(Records from a data source)
--- START ---

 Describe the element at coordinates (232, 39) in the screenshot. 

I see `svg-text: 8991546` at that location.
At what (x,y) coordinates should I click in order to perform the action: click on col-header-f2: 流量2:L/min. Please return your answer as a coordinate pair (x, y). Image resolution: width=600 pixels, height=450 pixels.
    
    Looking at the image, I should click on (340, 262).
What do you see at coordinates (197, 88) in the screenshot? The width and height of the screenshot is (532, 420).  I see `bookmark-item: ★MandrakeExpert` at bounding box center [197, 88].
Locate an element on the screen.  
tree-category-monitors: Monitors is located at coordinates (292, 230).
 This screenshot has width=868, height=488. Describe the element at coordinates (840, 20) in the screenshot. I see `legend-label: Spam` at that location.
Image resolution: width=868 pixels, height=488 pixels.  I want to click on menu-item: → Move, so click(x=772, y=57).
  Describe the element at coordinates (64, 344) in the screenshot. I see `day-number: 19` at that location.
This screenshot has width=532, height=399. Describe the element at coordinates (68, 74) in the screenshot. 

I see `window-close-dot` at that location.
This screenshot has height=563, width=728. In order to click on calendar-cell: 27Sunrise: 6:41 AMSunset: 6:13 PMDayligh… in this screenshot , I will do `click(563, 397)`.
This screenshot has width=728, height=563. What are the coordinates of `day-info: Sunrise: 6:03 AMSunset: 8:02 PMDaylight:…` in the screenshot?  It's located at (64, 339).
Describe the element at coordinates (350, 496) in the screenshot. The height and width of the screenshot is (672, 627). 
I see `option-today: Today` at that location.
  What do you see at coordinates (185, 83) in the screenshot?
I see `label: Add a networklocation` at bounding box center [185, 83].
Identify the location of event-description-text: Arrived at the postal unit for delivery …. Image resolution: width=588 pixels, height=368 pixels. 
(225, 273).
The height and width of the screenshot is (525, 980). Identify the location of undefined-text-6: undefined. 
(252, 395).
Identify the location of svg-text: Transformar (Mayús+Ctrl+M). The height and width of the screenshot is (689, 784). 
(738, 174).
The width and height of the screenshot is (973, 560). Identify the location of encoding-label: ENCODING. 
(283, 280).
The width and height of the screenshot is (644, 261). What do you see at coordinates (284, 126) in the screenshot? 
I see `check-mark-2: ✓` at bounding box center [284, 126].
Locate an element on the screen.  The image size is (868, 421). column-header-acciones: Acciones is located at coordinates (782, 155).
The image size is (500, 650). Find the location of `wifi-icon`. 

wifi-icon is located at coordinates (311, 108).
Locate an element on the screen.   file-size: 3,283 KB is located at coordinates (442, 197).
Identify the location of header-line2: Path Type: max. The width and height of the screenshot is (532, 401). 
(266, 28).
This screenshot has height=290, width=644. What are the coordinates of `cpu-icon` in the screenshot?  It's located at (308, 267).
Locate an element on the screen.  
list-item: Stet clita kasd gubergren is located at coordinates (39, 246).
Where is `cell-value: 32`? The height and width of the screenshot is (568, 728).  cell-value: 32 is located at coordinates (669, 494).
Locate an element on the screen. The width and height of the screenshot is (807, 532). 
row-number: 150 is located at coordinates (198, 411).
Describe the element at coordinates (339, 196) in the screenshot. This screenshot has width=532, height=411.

--- END ---

◆ **Exercise objective**
Each record above needs to be reproduced exactly as written.

◆ **Task response**
 Describe the element at coordinates (232, 39) in the screenshot. 

I see `svg-text: 8991546` at that location.
At what (x,y) coordinates should I click in order to perform the action: click on col-header-f2: 流量2:L/min. Please return your answer as a coordinate pair (x, y). Image resolution: width=600 pixels, height=450 pixels.
    
    Looking at the image, I should click on (340, 262).
What do you see at coordinates (197, 88) in the screenshot? The width and height of the screenshot is (532, 420).  I see `bookmark-item: ★MandrakeExpert` at bounding box center [197, 88].
Locate an element on the screen.  
tree-category-monitors: Monitors is located at coordinates (292, 230).
 This screenshot has width=868, height=488. Describe the element at coordinates (840, 20) in the screenshot. I see `legend-label: Spam` at that location.
Image resolution: width=868 pixels, height=488 pixels.  I want to click on menu-item: → Move, so click(x=772, y=57).
  Describe the element at coordinates (64, 344) in the screenshot. I see `day-number: 19` at that location.
This screenshot has width=532, height=399. Describe the element at coordinates (68, 74) in the screenshot. 

I see `window-close-dot` at that location.
This screenshot has height=563, width=728. In order to click on calendar-cell: 27Sunrise: 6:41 AMSunset: 6:13 PMDayligh… in this screenshot , I will do `click(563, 397)`.
This screenshot has width=728, height=563. What are the coordinates of `day-info: Sunrise: 6:03 AMSunset: 8:02 PMDaylight:…` in the screenshot?  It's located at (64, 339).
Describe the element at coordinates (350, 496) in the screenshot. The height and width of the screenshot is (672, 627). 
I see `option-today: Today` at that location.
  What do you see at coordinates (185, 83) in the screenshot?
I see `label: Add a networklocation` at bounding box center [185, 83].
Identify the location of event-description-text: Arrived at the postal unit for delivery …. Image resolution: width=588 pixels, height=368 pixels. 
(225, 273).
The height and width of the screenshot is (525, 980). Identify the location of undefined-text-6: undefined. 
(252, 395).
Identify the location of svg-text: Transformar (Mayús+Ctrl+M). The height and width of the screenshot is (689, 784). 
(738, 174).
The width and height of the screenshot is (973, 560). Identify the location of encoding-label: ENCODING. 
(283, 280).
The width and height of the screenshot is (644, 261). What do you see at coordinates (284, 126) in the screenshot? 
I see `check-mark-2: ✓` at bounding box center [284, 126].
Locate an element on the screen.  The image size is (868, 421). column-header-acciones: Acciones is located at coordinates (782, 155).
The image size is (500, 650). Find the location of `wifi-icon`. 

wifi-icon is located at coordinates (311, 108).
Locate an element on the screen.   file-size: 3,283 KB is located at coordinates (442, 197).
Identify the location of header-line2: Path Type: max. The width and height of the screenshot is (532, 401). 
(266, 28).
This screenshot has height=290, width=644. What are the coordinates of `cpu-icon` in the screenshot?  It's located at (308, 267).
Locate an element on the screen.  
list-item: Stet clita kasd gubergren is located at coordinates (39, 246).
Where is `cell-value: 32`? The height and width of the screenshot is (568, 728).  cell-value: 32 is located at coordinates (669, 494).
Locate an element on the screen. The width and height of the screenshot is (807, 532). 
row-number: 150 is located at coordinates (198, 411).
Describe the element at coordinates (339, 196) in the screenshot. This screenshot has width=532, height=411.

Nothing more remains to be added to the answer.